There are already roads, rivers, and rail that exist. The capacity of those systems for handling solid carbon is just enormous. The amount of CO2 equivalent that you can put in the form of solid carbon on a rail car and move it at very low cost for very long distances is staggering.
We actually think that that's a huge value proposition for our technologies, not needing to build CO2 handling infrastructure.

Neil: How does the cost of your technology compare to other methods of producing green hydrogen, and what financial benefits could industries see by adopting the system?

Zach: I think we're very confident that we're much cheaper than green hydrogen in any scenario, unless maybe you have surplus 100% capacity factor electricity from a hydro dam. Maybe it gets cheap enough there.

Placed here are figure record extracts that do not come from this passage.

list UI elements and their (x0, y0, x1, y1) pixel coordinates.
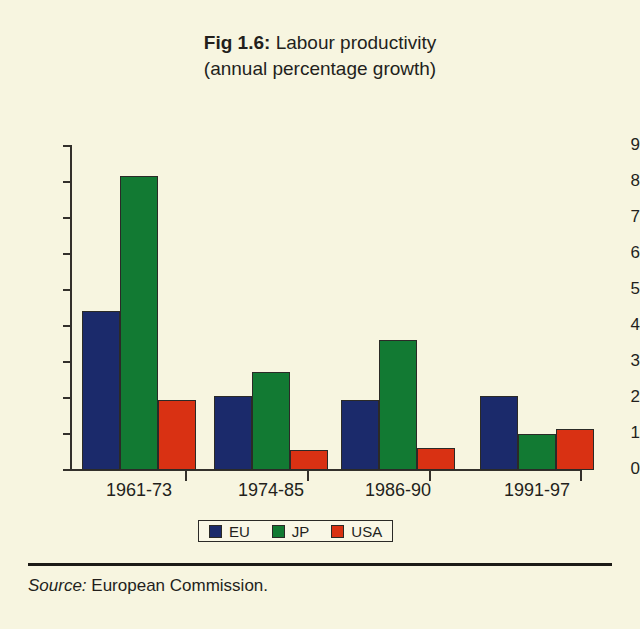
y-tick-label-7: 7 (586, 207, 640, 227)
legend-swatch-usa-icon (331, 525, 344, 538)
bar-usa-1986-90[interactable] (417, 448, 455, 470)
y-tick-label-9: 9 (586, 135, 640, 155)
source-label: Source: (28, 576, 87, 595)
x-label-1974-85: 1974-85 (201, 480, 341, 501)
y-tick-label-1: 1 (586, 423, 640, 443)
bar-jp-1991-97[interactable] (518, 434, 556, 470)
y-tick-4 (63, 325, 72, 327)
bar-usa-1961-73[interactable] (158, 400, 196, 470)
source-note: Source: European Commission. (28, 576, 268, 596)
bar-eu-1986-90[interactable] (341, 400, 379, 470)
legend-label-eu: EU (229, 524, 250, 539)
bar-jp-1986-90[interactable] (379, 340, 417, 470)
bar-jp-1961-73[interactable] (120, 176, 158, 470)
y-tick-0 (63, 469, 72, 471)
legend-item-jp[interactable]: JP (272, 524, 310, 539)
y-tick-8 (63, 181, 72, 183)
legend-label-jp: JP (292, 524, 310, 539)
legend-item-usa[interactable]: USA (331, 524, 382, 539)
y-tick-2 (63, 397, 72, 399)
legend-swatch-jp-icon (272, 525, 285, 538)
y-tick-label-8: 8 (586, 171, 640, 191)
y-tick-6 (63, 253, 72, 255)
bar-eu-1991-97[interactable] (480, 396, 518, 470)
bar-usa-1974-85[interactable] (290, 450, 328, 470)
y-tick-label-3: 3 (586, 351, 640, 371)
y-tick-3 (63, 361, 72, 363)
bar-usa-1991-97[interactable] (556, 429, 594, 470)
legend-item-eu[interactable]: EU (209, 524, 250, 539)
y-tick-label-5: 5 (586, 279, 640, 299)
bar-jp-1974-85[interactable] (252, 372, 290, 470)
y-tick-1 (63, 433, 72, 435)
y-tick-5 (63, 289, 72, 291)
y-tick-7 (63, 217, 72, 219)
legend-label-usa: USA (351, 524, 382, 539)
footer-divider (28, 563, 612, 566)
x-label-1986-90: 1986-90 (328, 480, 468, 501)
bar-eu-1961-73[interactable] (82, 311, 120, 470)
figure-panel: Fig 1.6: Labour productivity (annual per… (0, 0, 640, 629)
bar-eu-1974-85[interactable] (214, 396, 252, 470)
chart-legend: EU JP USA (198, 520, 393, 542)
legend-swatch-eu-icon (209, 525, 222, 538)
y-tick-9 (63, 145, 72, 147)
y-tick-label-6: 6 (586, 243, 640, 263)
source-text: European Commission. (91, 576, 268, 595)
y-tick-label-2: 2 (586, 387, 640, 407)
y-tick-label-4: 4 (586, 315, 640, 335)
x-label-1991-97: 1991-97 (467, 480, 607, 501)
y-tick-label-0: 0 (586, 459, 640, 479)
y-axis-line (70, 145, 72, 471)
x-label-1961-73: 1961-73 (69, 480, 209, 501)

We think we're much cheaper than green. With blue, if you want to make a blue hydrogen production facility, and you're right on top of a class VI well that's permitted and ready to go, that's probably cheaper. But the moment that you have to do anything to transport that CO2, we're cost competitive with blue hydrogen.

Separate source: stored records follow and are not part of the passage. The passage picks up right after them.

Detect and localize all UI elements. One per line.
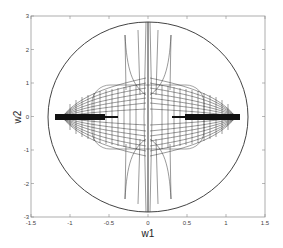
right-attractor-band xyxy=(185,114,240,120)
y-tick-label: -1 xyxy=(24,147,30,153)
x-tick-labels: -1.5 -1 -0.5 0 0.5 1 1.5 xyxy=(26,220,270,226)
y-tick-label: -3 xyxy=(24,214,30,220)
y-tick-label: 1 xyxy=(26,80,30,86)
x-tick-label: 0.5 xyxy=(183,220,192,226)
x-tick-label: 0 xyxy=(146,220,150,226)
x-axis-label: w1 xyxy=(141,228,155,239)
x-tick-label: -1.5 xyxy=(26,220,37,226)
x-tick-label: -0.5 xyxy=(104,220,115,226)
x-tick-label: 1.5 xyxy=(261,220,270,226)
x-tick-label: 1 xyxy=(224,220,228,226)
y-tick-label: 2 xyxy=(26,47,30,53)
y-tick-labels: 3 2 1 0 -1 -2 -3 xyxy=(24,13,30,220)
y-tick-label: 3 xyxy=(26,13,30,19)
y-axis-label: w2 xyxy=(12,110,23,124)
phase-portrait-figure: -1.5 -1 -0.5 0 0.5 1 1.5 3 2 1 0 -1 -2 -… xyxy=(0,0,283,248)
y-tick-label: -2 xyxy=(24,181,30,187)
left-attractor-band xyxy=(55,114,105,120)
x-tick-label: -1 xyxy=(67,220,73,226)
y-tick-label: 0 xyxy=(26,114,30,120)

I think that's really the advantage for industry, because we don't use electricity, or we don't use appreciable amounts of electricity, and because we don't have to sequester CO2, the process can be cited anywhere, because you don't need to locate CO2 handling pipelines or infrastructure, and you don't need renewable electrons. So that's the big advantage, it's a way to produce hydrogen from natural gas at scale anywhere.

Neil: What are the next steps for CZERO in terms of improving your technology and expanding the business?

Zach: Yeah, so we need to demonstrate the technology in our pilot unit, which will be capable of making up to 400 kilograms of hydrogen a day andover a ton of solid carbon per day. We need to demonstrate that what we think is going to happen, at larger than lab scale, is actually what happens. Then we're going to continue progressing through detailed engineering on the first commercial system, which will be six tons of hydrogen per day.

We've signed a letter of intent to have that funded. We're also looking at, should we actually be progressing those engineering studies forward at two different locations? Then the real goal for the company is to get through that first commercial system, and get our first world-scale system online by the end of the decade. Because I think the name of the game for any energy transition technology should be getting to bankability.

If you can get to the point where all the technical risk has been retired, and you can get financing and put debt on technologies, there's, at least for our purposes, an infinite amount of capital out there that is ready to go fund those projects. So that's really our focus, to retire all the technical risk by the end of the decade.

Neil: How do you see hydrogen fitting into the future of energy, and what role will CZERO play in that future over the next 10 years?

Zach: I think that even just decarbonizing hydrogen in its current role, which is a feedstock for petrochemical processes, is a multi-billion dollar opportunity for CZERO specifically. What's exciting about the market is that, in addition to the way that hydrogen is used today, there's an opportunity for the hydrogen market to grow by a factor of 10 over the next decade or so. So it's exciting because it's a huge market that already needs to decarbonize, and that market's going to be growing very quickly to use hydrogen in ways it's not used today.

So that would be electrical generation, using it as fuel for vehicles, converting from conventional refineries to biorefineries. That actually requires twice as much hydrogen as refining crude. So the existing market is huge. It's all going to have to decarbonize, and seeing some of these other applications for hydrogen could be a huge accelerant to the growth of our process as well.